I heard an interview on Marketplace with a Republican stooge that was essentially "these tax cuts will generate economic growth because tax cuts generate economic growth."

And as avalon posted, the real problem seems to be big donors want to get their ROI, but Republicans as a whole can't specifically acknowledge it.
 
Yeah these little repeals of credits and deductions here and there are pretty easily framed as coming up with cuts to pay for the much larger impacts of estate tax and corporate tax cuts so that the bill can slip under the deficit cap. Shocker that people are actually noticing stuff like that!
 
Has anybody seen Republicans defend the corporate tax cuts and estate tax cuts with respect to the revelations of the Paradise Papers?
 
That ignores the reality that super huge estates are mostly unrealized capital gains while more modest estates are generally a much smaller % unrealized capital gains.

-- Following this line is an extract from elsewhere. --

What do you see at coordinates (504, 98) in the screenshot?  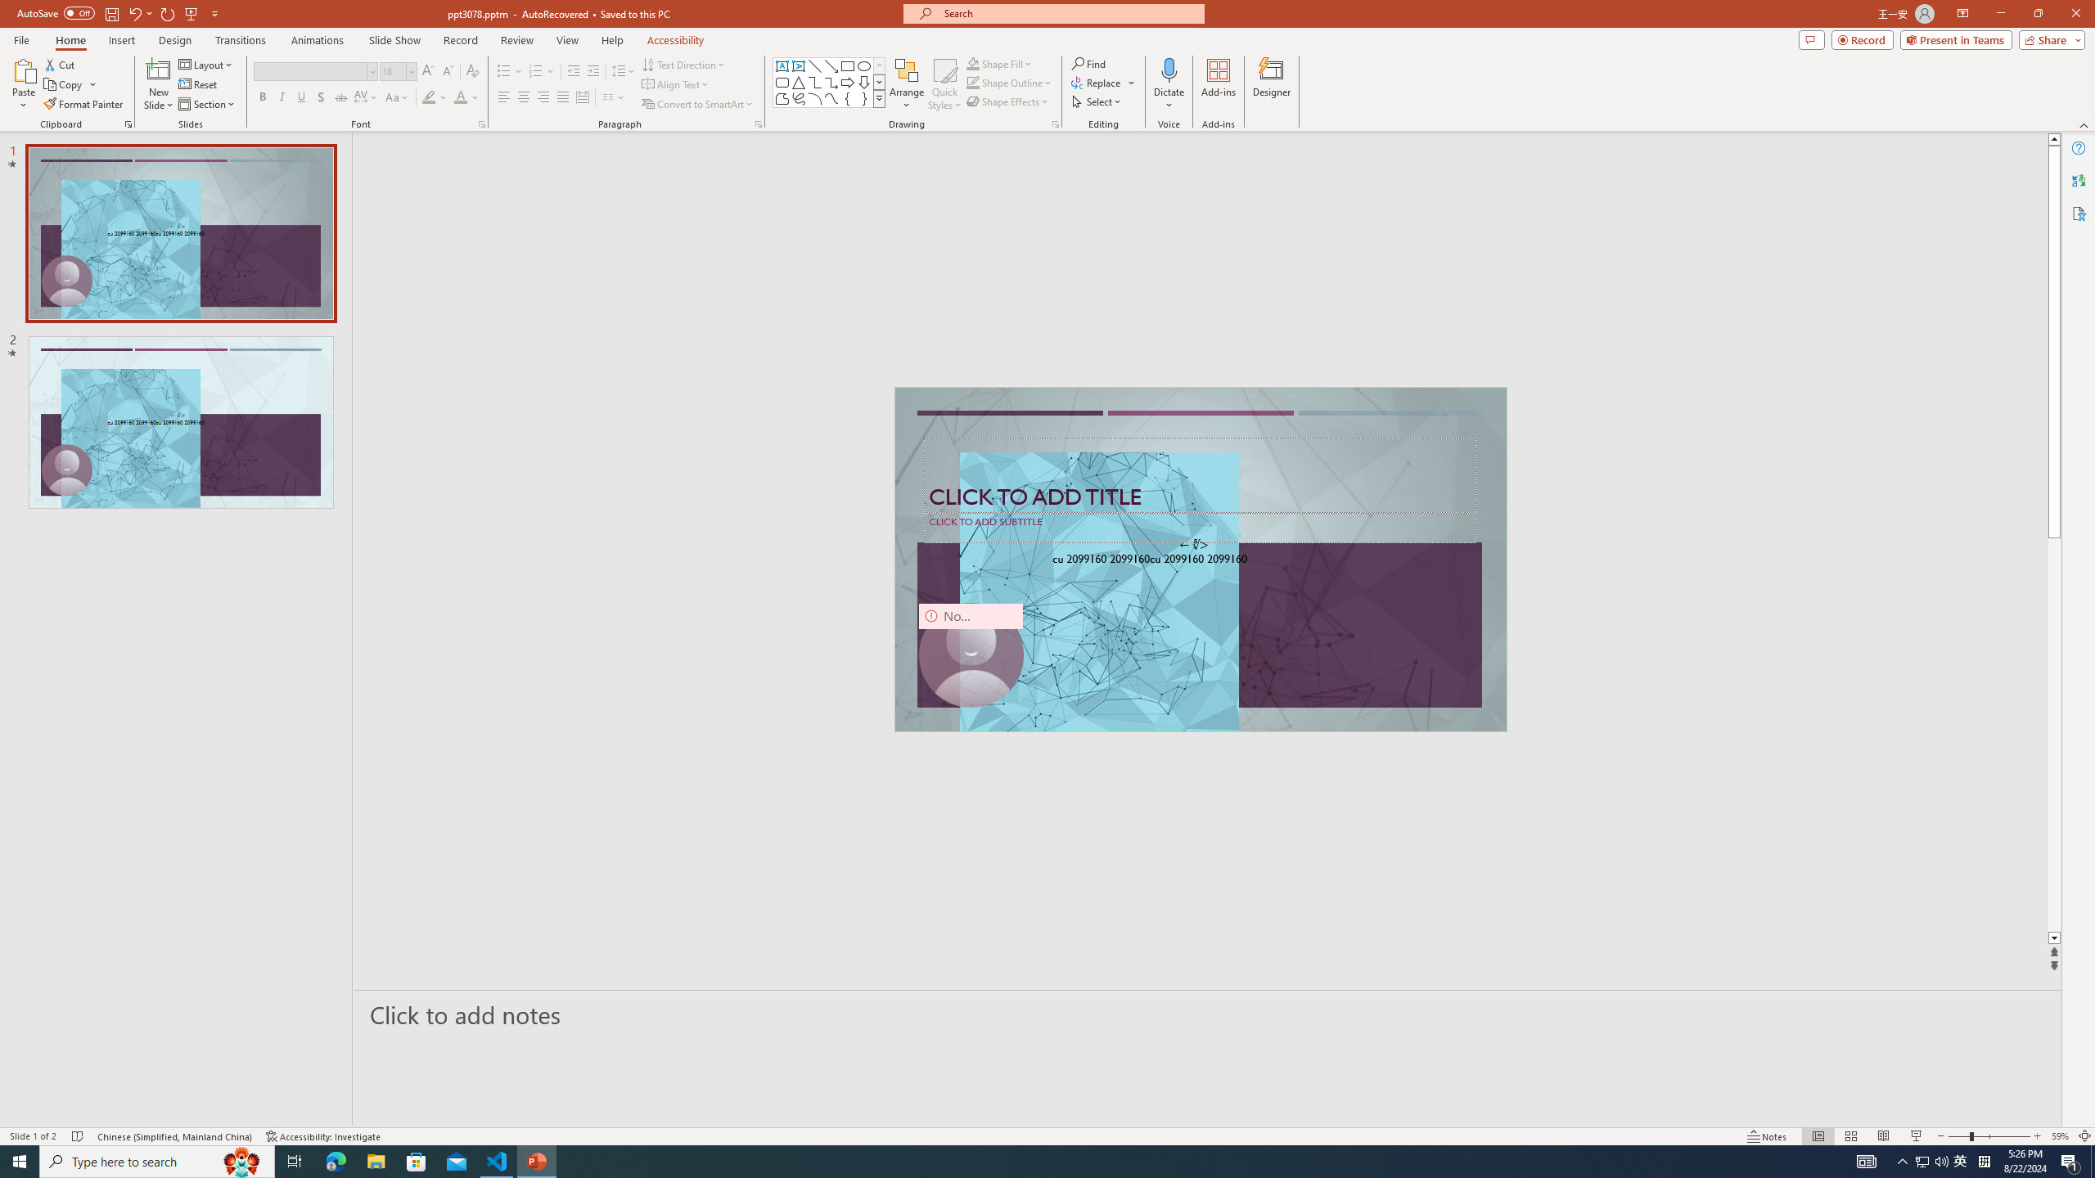 I see `Align Left` at bounding box center [504, 98].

We estimate that the average unrealized capital gains in estates monotonically increases with the size of the estate, ranging from 13% for estates under $2 million to 55% for estates over $100 million from the federal reserve. https://www.federalreserve.gov/pubs/feds/2013/201328/201328pap.pdf

Lower level estates are comprised of a much larger % principal residences which would qualify for an exemption if sold.

And the estate exemption amount is available to all estates.

So having an exemption amount is an equitable tax policy decision. Now you can argue over what amount that should be. But the idea of eliminating the estate tax reduces class warfare in tax policy is laughable.

How is an exemption an equitable policy decision if the entire point is to exempt some people but tax others? If the exemption were based on a percentage (i.e. 60% of everyone's estate is tax-free but 40% is taxable), then yes it would be equitable. But setting the exemption as a dollar amount designed to be above most people's estates is pretty much the opposite of equitable.
 
How is an exemption an equitable policy decision if the entire point is to exempt some people but tax others? If the exemption were based on a percentage (i.e. 60% of everyone's estate is tax-free but 40% is taxable), then yes it would be equitable. But setting the exemption as a dollar amount designed to be above most people's estates is pretty much the opposite of equitable.

Because smaller estates will have a smaller % of unrealized (untaxed) income and a higher percentage of carryover tax basis. Your solution would result in a much lower percentage of income being taxed for huge estates on a universal basis than small estates.